Endnotes1 Wintz, Cary D, Black Culture and the Harlem Renaissance, (Houston, Rice University Press, 1988), 191.
2 Locke, Alain, Foreword, in The New Negro, ed., Alain Locke (NY: Atheneum, 1969), xvii.
3 McKay, Claude, If We Must Die, in The Portable Harlem Renaissance Reader, ed, David Levering Lewis (NY: Viking Penguin, 1994), 290.
4 Hughes, Langston, Mulatto, in The Portable Harlem Renaissance Reader, ed, David Levering Lewis (NY: Viking Penguin, 1994), 263.

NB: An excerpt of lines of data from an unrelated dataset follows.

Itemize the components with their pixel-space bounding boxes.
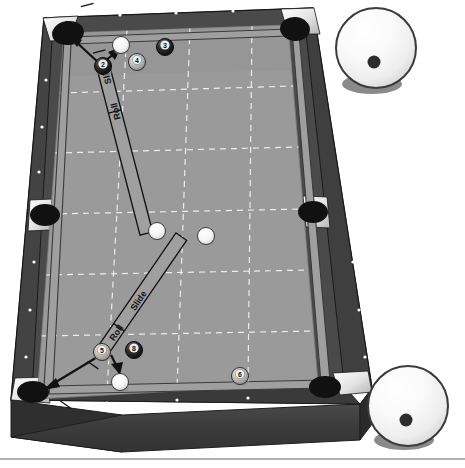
pool-diagram-svg: Roll Slide Roll Slide [0,0,465,468]
ball-2-label: 2 [101,61,105,68]
figure-root: Roll Slide Roll Slide [0,0,465,468]
pocket-bottom-right [309,376,341,398]
pocket-side-left [30,204,60,226]
ball-5-label: 5 [100,347,104,354]
cue-ball-inset-top-right [336,8,416,94]
billiard-table [11,8,372,452]
ball-8-label: 8 [132,345,136,352]
cue-ball-inset-top-right-contact-dot [368,56,381,69]
cue-ball-inset-bottom-right [368,366,448,450]
ball-4-label: 4 [135,57,139,64]
ball-3-label: 3 [163,42,167,49]
ball-6-label: 6 [238,371,242,378]
table-cloth [37,25,330,399]
pocket-side-right [298,201,328,223]
cue-ball-inset-bottom-right-sphere [368,366,448,446]
cue-ball-inset-bottom-right-contact-dot [400,414,413,427]
cue-ball-inset-top-right-sphere [336,8,416,88]
pocket-bottom-left [17,381,49,403]
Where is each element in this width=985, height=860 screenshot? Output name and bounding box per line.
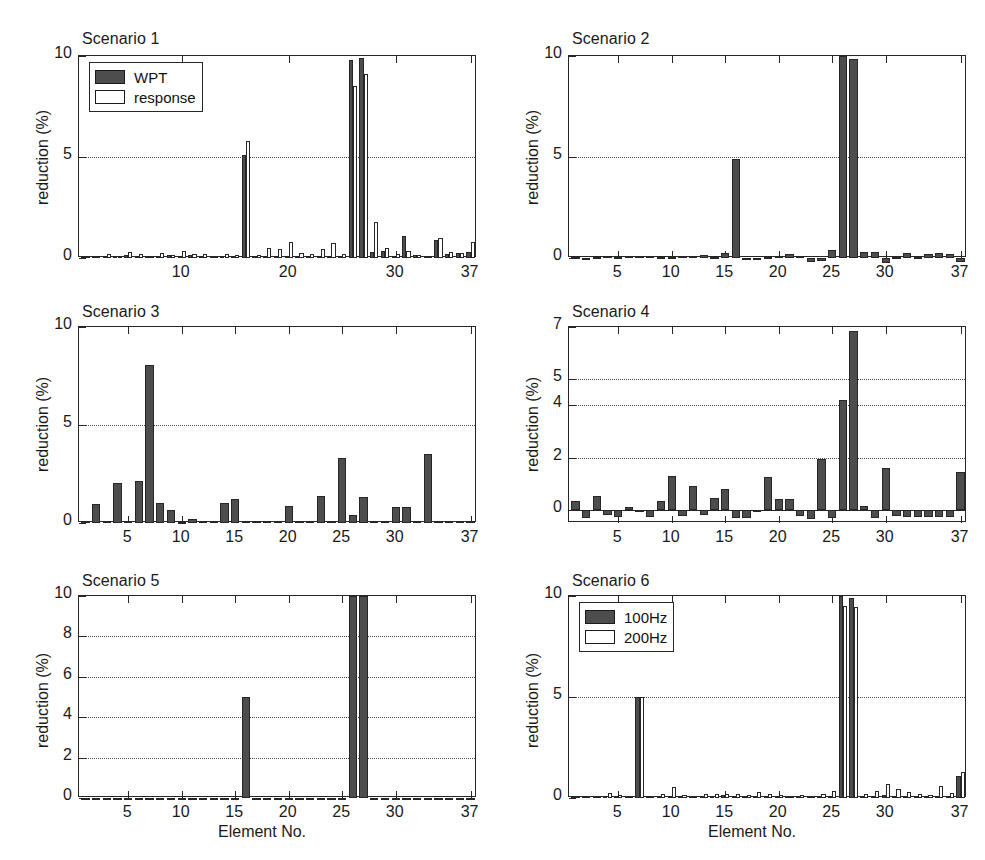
bar (924, 510, 932, 517)
chart-legend: 100Hz200Hz (579, 602, 674, 652)
bar (460, 253, 464, 258)
bar (785, 254, 793, 258)
bar (306, 521, 314, 523)
bar (882, 468, 890, 510)
bar (871, 252, 879, 258)
bar (252, 521, 260, 523)
x-tick-label: 10 (646, 803, 696, 821)
bar (396, 254, 400, 258)
bar (704, 794, 708, 798)
bar (571, 501, 579, 510)
bar (672, 787, 676, 798)
y-tick-label: 7 (522, 315, 562, 333)
bar (471, 242, 475, 258)
bar (310, 254, 314, 258)
legend-row: 100Hz (585, 607, 667, 627)
bar (246, 141, 250, 258)
bar (85, 256, 89, 258)
bar (417, 255, 421, 258)
bar (434, 521, 442, 523)
x-tick-label: 37 (935, 263, 985, 281)
bar (96, 256, 100, 258)
plot-area (568, 55, 966, 257)
bar (327, 521, 335, 523)
bar (629, 796, 633, 798)
x-tick-label: 10 (646, 528, 696, 546)
bar (625, 256, 633, 258)
bar (349, 515, 357, 523)
bar (785, 499, 793, 509)
figure-canvas: Scenario 1reduction (%)WPTresponse051010… (0, 0, 985, 860)
x-tick-label: 37 (445, 803, 495, 821)
bar (434, 798, 442, 800)
x-tick-label: 30 (370, 263, 420, 281)
bar (828, 510, 836, 518)
bar (235, 255, 239, 258)
bar (860, 506, 868, 510)
bar (252, 798, 260, 800)
bar (225, 254, 229, 258)
x-tick-label: 10 (156, 803, 206, 821)
bar (118, 256, 122, 258)
bar (956, 472, 964, 510)
bar (614, 510, 622, 517)
bar (775, 499, 783, 509)
bar (593, 496, 601, 510)
x-tick-label: 37 (935, 803, 985, 821)
bar (678, 510, 686, 517)
bar (693, 796, 697, 798)
bar (231, 499, 239, 524)
bar (338, 798, 346, 800)
bar (156, 798, 164, 800)
bar (753, 258, 761, 260)
bar (892, 510, 900, 517)
bar (914, 257, 922, 259)
bar (445, 521, 453, 523)
bar (107, 254, 111, 258)
bar (661, 794, 665, 798)
plot-area (78, 595, 476, 797)
x-tick-label: 30 (860, 528, 910, 546)
bar (725, 794, 729, 798)
y-tick-label: 0 (32, 511, 72, 529)
bar (278, 249, 282, 258)
x-tick-label: 25 (806, 803, 856, 821)
bar (145, 365, 153, 523)
bar (700, 255, 708, 258)
x-tick-label: 25 (316, 803, 366, 821)
bar (413, 521, 421, 523)
bar (768, 794, 772, 798)
y-tick-label: 0 (32, 246, 72, 264)
x-tick-label: 20 (753, 528, 803, 546)
bar (124, 798, 132, 800)
bar (359, 596, 367, 798)
bar (950, 793, 954, 798)
bar (188, 798, 196, 800)
bar (381, 798, 389, 800)
bar (742, 510, 750, 518)
bar (582, 510, 590, 518)
bar (736, 794, 740, 798)
bar (608, 793, 612, 798)
bar (796, 510, 804, 517)
legend-row: response (95, 87, 196, 107)
x-tick-label: 37 (935, 528, 985, 546)
x-tick-label: 5 (102, 803, 152, 821)
y-tick-label: 5 (32, 413, 72, 431)
y-tick-label: 0 (522, 246, 562, 264)
bar (689, 486, 697, 510)
legend-swatch-light (95, 90, 125, 104)
bar (124, 521, 132, 523)
bar (199, 798, 207, 800)
bar (924, 254, 932, 258)
bar (274, 521, 282, 523)
bar (349, 596, 357, 798)
bar (753, 510, 761, 512)
bar (640, 697, 644, 798)
bar (364, 74, 368, 258)
bar (700, 510, 708, 515)
x-tick-label: 5 (592, 528, 642, 546)
bar (614, 257, 622, 259)
chart-legend: WPTresponse (89, 62, 203, 112)
bar (668, 257, 676, 259)
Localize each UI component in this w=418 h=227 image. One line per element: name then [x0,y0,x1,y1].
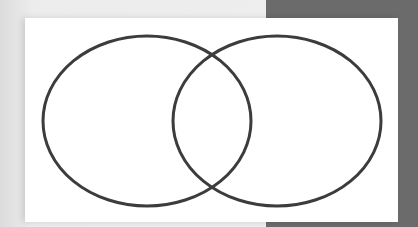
venn-set-b-ellipse [173,36,381,206]
venn-set-a-ellipse [43,36,251,206]
venn-diagram [0,0,418,227]
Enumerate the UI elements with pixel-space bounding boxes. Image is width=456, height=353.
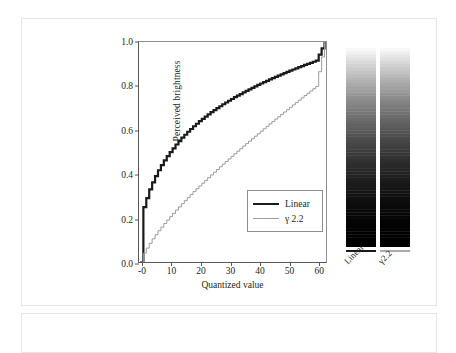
gradient-step — [346, 203, 376, 207]
gradient-step — [380, 99, 410, 103]
gradient-step — [380, 152, 410, 156]
gradient-step — [380, 244, 410, 247]
gradient-step — [380, 190, 410, 194]
gradient-step — [380, 77, 410, 81]
gradient-step — [346, 73, 376, 77]
gradient-step — [380, 64, 410, 68]
gradient-step — [346, 228, 376, 232]
gradient-step — [380, 168, 410, 172]
y-tick-mark — [135, 264, 139, 265]
gradient-step — [346, 215, 376, 219]
gradient-step — [346, 58, 376, 62]
gradient-step — [346, 241, 376, 245]
gradient-step — [346, 96, 376, 100]
linear-gradient-strip: Linear — [346, 45, 376, 247]
gradient-step — [380, 178, 410, 182]
legend-swatch-gamma — [253, 218, 279, 219]
gradient-step — [380, 143, 410, 147]
x-tick-mark — [260, 262, 261, 266]
gradient-step — [380, 92, 410, 96]
gradient-step — [346, 178, 376, 182]
gradient-step — [346, 137, 376, 141]
gradient-step — [380, 159, 410, 163]
gradient-step — [380, 203, 410, 207]
gradient-step — [380, 54, 410, 58]
y-tick-label: 1.0 — [95, 37, 139, 47]
gradient-step — [380, 70, 410, 74]
gradient-step — [346, 184, 376, 188]
gradient-step — [346, 146, 376, 150]
x-axis-label: Quantized value — [139, 280, 326, 290]
gradient-step — [346, 83, 376, 87]
x-tick-mark — [319, 262, 320, 266]
gradient-step — [380, 86, 410, 90]
gradient-step — [346, 111, 376, 115]
gradient-step — [346, 168, 376, 172]
y-tick-mark — [135, 42, 139, 43]
gradient-step — [380, 219, 410, 223]
gradient-step — [346, 121, 376, 125]
gradient-step — [380, 165, 410, 169]
x-tick-label: 30 — [226, 266, 236, 276]
y-tick-label: 0.0 — [95, 259, 139, 269]
plot-area: Perceived brightness 0.00.20.40.60.81.0 … — [138, 41, 327, 263]
gradient-step — [380, 67, 410, 71]
x-tick-mark — [201, 262, 202, 266]
gradient-step — [380, 45, 410, 49]
gradient-step — [346, 118, 376, 122]
gradient-step — [380, 111, 410, 115]
gradient-step — [380, 80, 410, 84]
x-tick-label: -0 — [138, 266, 146, 276]
gradient-step — [346, 108, 376, 112]
gradient-step — [346, 80, 376, 84]
gradient-step — [346, 231, 376, 235]
gradient-step — [380, 238, 410, 242]
x-tick-label: 50 — [285, 266, 295, 276]
gradient-step — [380, 48, 410, 52]
gradient-step — [346, 206, 376, 210]
gradient-step — [346, 140, 376, 144]
gradient-step — [346, 222, 376, 226]
gradient-step — [346, 152, 376, 156]
x-tick-mark — [231, 262, 232, 266]
chart-legend: Linear γ 2.2 — [247, 190, 323, 232]
gradient-step — [346, 105, 376, 109]
y-tick-mark — [135, 130, 139, 131]
figure-panel: Perceived brightness 0.00.20.40.60.81.0 … — [21, 18, 437, 306]
gradient-step — [346, 86, 376, 90]
gradient-step — [380, 212, 410, 216]
gradient-step — [346, 99, 376, 103]
gradient-step — [346, 114, 376, 118]
y-tick-label: 0.4 — [95, 170, 139, 180]
gradient-step — [380, 222, 410, 226]
gradient-step — [380, 118, 410, 122]
gradient-step — [380, 83, 410, 87]
x-tick-label: 40 — [255, 266, 265, 276]
gradient-step — [380, 96, 410, 100]
gradient-step — [346, 212, 376, 216]
gradient-step — [346, 155, 376, 159]
next-content-panel — [21, 313, 437, 353]
gradient-step — [346, 159, 376, 163]
gradient-step — [346, 234, 376, 238]
gradient-step — [380, 197, 410, 201]
gradient-step — [380, 174, 410, 178]
gradient-step — [380, 162, 410, 166]
gradient-step — [380, 181, 410, 185]
y-tick-label: 0.6 — [95, 126, 139, 136]
gradient-step — [346, 51, 376, 55]
gradient-step — [380, 225, 410, 229]
gradient-step — [346, 67, 376, 71]
gradient-step — [380, 193, 410, 197]
x-tick-mark — [171, 262, 172, 266]
gradient-step — [380, 231, 410, 235]
x-tick-mark — [142, 262, 143, 266]
y-tick-label: 0.8 — [95, 81, 139, 91]
gradient-step — [346, 77, 376, 81]
gradient-step — [380, 73, 410, 77]
legend-label-gamma: γ 2.2 — [285, 214, 303, 224]
gradient-step — [380, 130, 410, 134]
gradient-step — [346, 70, 376, 74]
gradient-step — [380, 200, 410, 204]
gradient-step — [380, 127, 410, 131]
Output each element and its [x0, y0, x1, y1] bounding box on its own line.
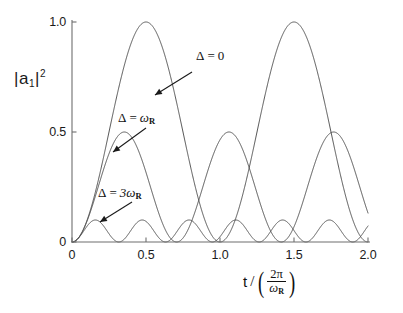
plot-svg — [0, 0, 403, 313]
x-label-slash: / — [250, 273, 254, 290]
annot-delta-zero-arrow-head — [155, 89, 162, 95]
annot-delta-omega: Δ=ωR — [118, 110, 155, 126]
annot-delta-omega-delta: Δ — [118, 110, 126, 125]
annot-delta-3omega-equals: = — [109, 185, 116, 200]
x-tick-label-3: 1.5 — [286, 248, 303, 262]
y-label-base: a — [19, 69, 29, 88]
annot-delta-zero: Δ=0 — [196, 48, 224, 64]
x-label-denominator: ωR — [267, 282, 286, 295]
y-tick-label-0: 0 — [20, 235, 66, 249]
x-label-fraction: 2π ωR — [267, 268, 286, 295]
x-tick-label-4: 2.0 — [360, 248, 377, 262]
y-label-superscript: 2 — [40, 68, 46, 79]
annot-delta-omega-arrow-head — [113, 146, 120, 153]
y-tick-label-2: 1.0 — [20, 15, 66, 29]
x-tick-label-0: 0 — [69, 248, 76, 262]
y-label-subscript: 1 — [29, 78, 35, 89]
x-label-numerator: 2π — [268, 268, 285, 281]
annot-delta-3omega-value: 3ωR — [120, 185, 142, 200]
x-label-variable: t — [243, 273, 247, 290]
y-tick-label-1: 0.5 — [20, 125, 66, 139]
annot-delta-3omega: Δ=3ωR — [98, 185, 142, 201]
annot-delta-zero-value: 0 — [218, 48, 225, 63]
x-label-open-paren: ( — [258, 270, 264, 293]
annot-delta-3omega-arrow-head — [100, 216, 107, 222]
rabi-oscillation-figure: |a1|2 t / ( 2π ωR ) 00.51.01.52.000.51.0… — [0, 0, 403, 313]
y-axis-label: |a1|2 — [14, 68, 46, 89]
annot-delta-3omega-delta: Δ — [98, 185, 106, 200]
x-label-close-paren: ) — [289, 270, 295, 293]
annot-delta-omega-equals: = — [129, 110, 136, 125]
annot-delta-omega-value: ωR — [140, 110, 155, 125]
x-axis-label: t / ( 2π ωR ) — [243, 268, 297, 295]
annot-delta-zero-delta: Δ — [196, 48, 204, 63]
x-tick-label-1: 0.5 — [138, 248, 155, 262]
annot-delta-zero-equals: = — [207, 48, 214, 63]
x-tick-label-2: 1.0 — [212, 248, 229, 262]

5 Johnson, James Weldon, Fifty Years, in The Portable Harlem Renaissance Reader, ed, David Levering Lewis (NY: Viking Penguin, 1994), 288.
6 Wintz, Cary D, Black Culture and the Harlem Renaissance, 262.
7 McKay, Claude, From a Dark Tower, in ibid., 191.
8 ibid., 289.
9 Garvey, Marcus, The Future as I See It, in ibid., 21.
10 Wintz, Cary D, Black Culture and the Harlem Renaissance, 24.
11 ibid., 193.
12 Du Bois, W. E. B., How Shall We Vote, in Crisis, October 1924, 247.
13 Wintz, Cary D, Black Culture and the Harlem Renaissance, 194.
14 McKay, Claude, Song of the New Soldier and Worker, in ibid., 198.
15 Hughes, Langston, A New Song, in ibid., 203.
16 ibid., 204.
17 Fauset, Jessie Redmon, Plum Bun: A Novel Without a Moral, (New York, Frederick A. Stokes, 1965), 101.
18 Hurston, Zora Neale, Their Eyes Were Watching God, (Greenwich, CT: Fawcett Publications, 1969), 16.